Policymaking cannot be divorced from nature’s risks

As large swathes of the global population have become wealthier and more comfortable, we have moved into cities, outsourced the production of our food and resources and, many believe, decoupled ourselves from nature.

But as cracks continue to appear in natural systems and the critically important services they provide become increasingly threatened, it is becoming obvious to us all that we are placing our economies and societies at unnecessary and significant risk, often in complex ways that we do not fully understand.

New tools help us understand the natural world better than ever before 

Alexander von Humboldt, the 19th-century naturalist and explorer, is widely credited as being among the first formally to recognise the individual elements of nature as parts within a global ecosystem.

The natural world is so complex and interconnected, however, that even now, 150 years later, scientists are still only beginning to discover the mechanics of natural systems that fundamentally underpin the health of our economies and the success of our societies.

The good news is that we now have the tools to understand our dependence on the natural world in ways that would be inconceivable to von Humboldt and we’re putting them to use. The challenge is to integrate this knowledge into the decisions taken by businesses, financial institutions and governments, but we’re beginning to see some progress.

Many organisations already recognise that, understood in the context of the larger system, we can gain valuable insights, which influence the decisions we make. We’ve all read stories about rampant deforestation in tropical rain forests for example, but these stories can seem distant and unconnected to our lives. Exploring the effect that tropical deforestation can have on water cycles and connecting this to global agricultural productivity can help us to identify threats and opportunities.

Socioeconomic risks cannot be considered separately from natural risks

At a recent United Nations meeting, research was presented which warned that continued large-scale deforestation in any of the three major tropical forest zones of the world – Africa’s Congo basin, southeast Asia and the Amazon – could disrupt the movement of water in the atmosphere, causing major shifts in precipitation, which could lead to drought in key agricultural areas in China, India and the American midwest.

Droughts, rising food prices and unemployment, aside from the obvious economic consequences, are also harbingers of social unrest, riots, mass migrations and extremism.

Governments have their own set of policy priorities and for many the conservation of forests in other nations will rank low on the list.
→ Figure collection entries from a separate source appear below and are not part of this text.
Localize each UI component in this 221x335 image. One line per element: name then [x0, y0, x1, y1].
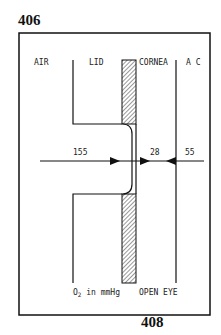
arrow-right-icon	[140, 157, 150, 165]
label-ac: A C	[186, 58, 201, 67]
lid-upper	[73, 60, 122, 124]
diagram-frame	[19, 33, 210, 315]
cornea-epithelium-top	[122, 60, 136, 124]
lid-lower	[73, 194, 122, 283]
tear-film-notch	[122, 124, 132, 194]
value-cornea: 28	[150, 148, 160, 157]
value-air-lid: 155	[73, 148, 88, 157]
label-air: AIR	[34, 58, 49, 67]
cornea-epithelium-bottom	[122, 194, 136, 283]
arrow-left-icon	[166, 157, 176, 165]
arrow-right-icon	[110, 157, 120, 165]
units-label: O2 in mmHg	[73, 288, 120, 298]
oxygen-diagram: AIR LID CORNEA A C 155 28 55 O2 in mmHg …	[0, 0, 221, 335]
value-ac: 55	[185, 148, 195, 157]
label-lid: LID	[89, 58, 104, 67]
label-cornea: CORNEA	[139, 58, 168, 67]
condition-label: OPEN EYE	[139, 288, 178, 297]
Nationalist economic and development policies though, however brilliant, won’t hold much water if the rains stop. If we can understand the effects on the larger natural system, we give ourselves opportunities to avoid significant risks, and identify opportunities for efficiency, resilience and innovation.
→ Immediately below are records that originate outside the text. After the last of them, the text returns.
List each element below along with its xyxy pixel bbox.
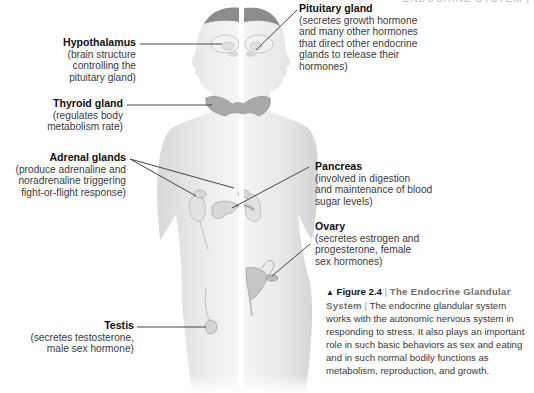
label-thyroid-name: Thyroid gland — [20, 98, 123, 110]
label-pituitary-desc-4: glands to release their — [299, 49, 399, 60]
label-ovary-desc-2: progesterone, female — [315, 244, 411, 255]
label-hypothalamus-desc-2: controlling the — [73, 60, 136, 71]
triangle-marker-icon: ▲ — [326, 288, 334, 297]
label-ovary-desc-3: sex hormones) — [315, 256, 382, 267]
caption-separator-2: | — [365, 300, 368, 311]
label-hypothalamus: Hypothalamus (brain structure controllin… — [30, 37, 136, 83]
label-hypothalamus-name: Hypothalamus — [30, 37, 136, 49]
label-adrenal-desc-1: (produce adrenaline and — [16, 164, 126, 175]
label-adrenal-desc-3: fight-or-flight response) — [21, 187, 126, 198]
label-testis-name: Testis — [10, 320, 134, 332]
label-pituitary-name: Pituitary gland — [299, 3, 449, 15]
label-thyroid-desc-2: metabolism rate) — [47, 121, 123, 132]
label-hypothalamus-desc-3: pituitary gland) — [69, 72, 136, 83]
label-thyroid: Thyroid gland (regulates body metabolism… — [20, 98, 123, 133]
label-pituitary-desc-3: that direct other endocrine — [299, 38, 417, 49]
label-pancreas-name: Pancreas — [315, 161, 475, 173]
label-pancreas-desc-3: sugar levels) — [315, 196, 373, 207]
label-pancreas-desc-2: and maintenance of blood — [315, 184, 432, 195]
label-pancreas: Pancreas (involved in digestion and main… — [315, 161, 475, 207]
label-testis: Testis (secretes testosterone, male sex … — [10, 320, 134, 355]
figure-number: Figure 2.4 — [337, 286, 382, 297]
caption-body: The endocrine glandular system works wit… — [326, 300, 524, 376]
label-testis-desc-2: male sex hormone) — [47, 343, 134, 354]
label-adrenal-desc-2: noradrenaline triggering — [18, 175, 126, 186]
figure-caption: ▲ Figure 2.4 | The Endocrine Glandular S… — [326, 285, 531, 377]
label-pancreas-desc-1: (involved in digestion — [315, 173, 410, 184]
label-ovary: Ovary (secretes estrogen and progesteron… — [315, 221, 455, 267]
label-pituitary-desc-1: (secretes growth hormone — [299, 15, 417, 26]
label-pituitary: Pituitary gland (secretes growth hormone… — [299, 3, 449, 73]
label-adrenal-name: Adrenal glands — [0, 152, 126, 164]
label-adrenal: Adrenal glands (produce adrenaline and n… — [0, 152, 126, 198]
caption-separator: | — [385, 286, 388, 297]
label-pituitary-desc-2: and many other hormones — [299, 26, 418, 37]
label-pituitary-desc-5: hormones) — [299, 61, 348, 72]
label-ovary-desc-1: (secretes estrogen and — [315, 233, 419, 244]
label-testis-desc-1: (secretes testosterone, — [30, 332, 134, 343]
label-thyroid-desc-1: (regulates body — [53, 110, 123, 121]
label-ovary-name: Ovary — [315, 221, 455, 233]
label-hypothalamus-desc-1: (brain structure — [67, 49, 136, 60]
While Amazonian deforestation threatens global agriculture, an understanding of local agro-ecological ecosystems can boost agricultural productivity and efficiency, while reducing costs and generating cost-free societal and environmental co-benefits.

Although we have traditionally addressed issues in isolation, with independent policies to address energy, water, poverty, biodiversity, job creation, forests, malnutrition and so on, an attempt to tackle economic, environmental or societal challenges, without understanding the ways in which they interplay and connect with one another, is to tackle the most critical challenges of our time with both hands tied behind our backs.